When you live in Dunkirk, a small town on the banks of Lake Erie, you really don’t understand much about the world and the peoples in it. That all changed on Thanksgiving this year when I drove over to Boston to stay with my older brother Andy. He had an Australian guy called Michael staying with him.
This was the first year that I was spending out of Dunkirk as I lost my Mom back in the summer. Dad had already passed two years earlier. Andy usually came to us on Thanksgiving and sometimes at Christmas.
That was two weeks ago and this morning as I was putting the coffee on it struck me for the first time, that I’m going to drink this on my own. Meeting Michael made me feel lonely for the first time in my life. Usually, my life teaching maths at Dunkirk High kept me busy and always had. That, looking after Mom in her last years and keeping her guessing about the apparent lack of a man in my life.
But now little old me has gone and fallen hook, line, and sinker in love at the age of forty-eight with a damned guy who lives in a place I know nothing about, Australia. When we met, I felt such a parochial dummy I was even surprised we spoke the same language.
That’s what living in a small town in nowheresville in New York State, does to you.
‘So, this is Andy’s little sister Mary all the way from Niagara Falls.’ Michael was a bit short for my liking in men. But his wavy dark hair and the most piercing blue eyes made up for all that lack of height.
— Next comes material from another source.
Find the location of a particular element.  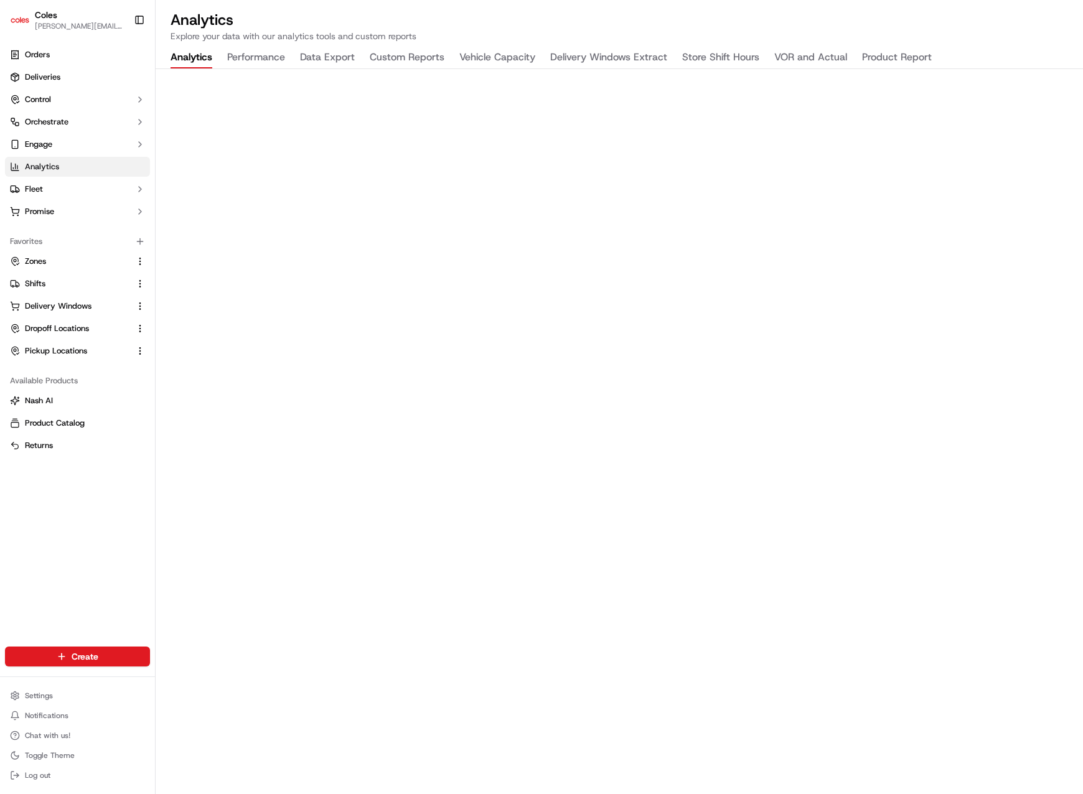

‘Correction,’ I stammered as we shook hands. ‘I live in Dunkirk, a fair drive from Niagara.’
‘Dunkirk? Isn’t that in France?’
‘Sure, that one is but my Dunkirk’s where Andy and I were born and on the south shore of Lake Erie. That’s one of the Great Lakes in case you never heard of it.’
It wasn’t one of best starts to a relationship but the welcoming group of Andy’s family, his wife Maggie and their two boys were definitely enjoying it and mainly at my expense.
That night at the dinner table where Maggie had put me next to Mike, I got the chance to find out a little more of this foreigner. He lived in Melbourne lectured at university in geology. That was his connection with my brother, a geologist with a mining company.
The following morning, I was up before everyone else, or so I thought, when I walked into the kitchen Mike was at the table on his laptop.
‘Gee Michael, I’m sorry I expected to be first up.’
‘No worries, Mary. I’m pleased in many ways but at this moment, are you allowed to start the coffee percolator?’ That smile. Those eyes.
‘I think I might manage that, Michael. How do you take your coffee?’
‘Firstly, it’s Mike. I haven’t been called Michael since I was a boy. Just plain old black please.’
Now, taking my coffee into the veranda overlooking the lake I sat down and reviewed my time in Boston. I suppose it was inevitable that my affair with a married colleague ending when his wife discovered our affair and Michael’s recent divorce made late night room changes in my brother’s house inevitable. Leastways that was how I looked at it.
Now I’m drinking coffee on my own and thinking doesn’t anyone stay in one place anymore?
About the author
Robin'd short stories have appeared in CafeLit both on line and in print on a regular basis. He has also entered various writing competitions but has yet to get past being short listed.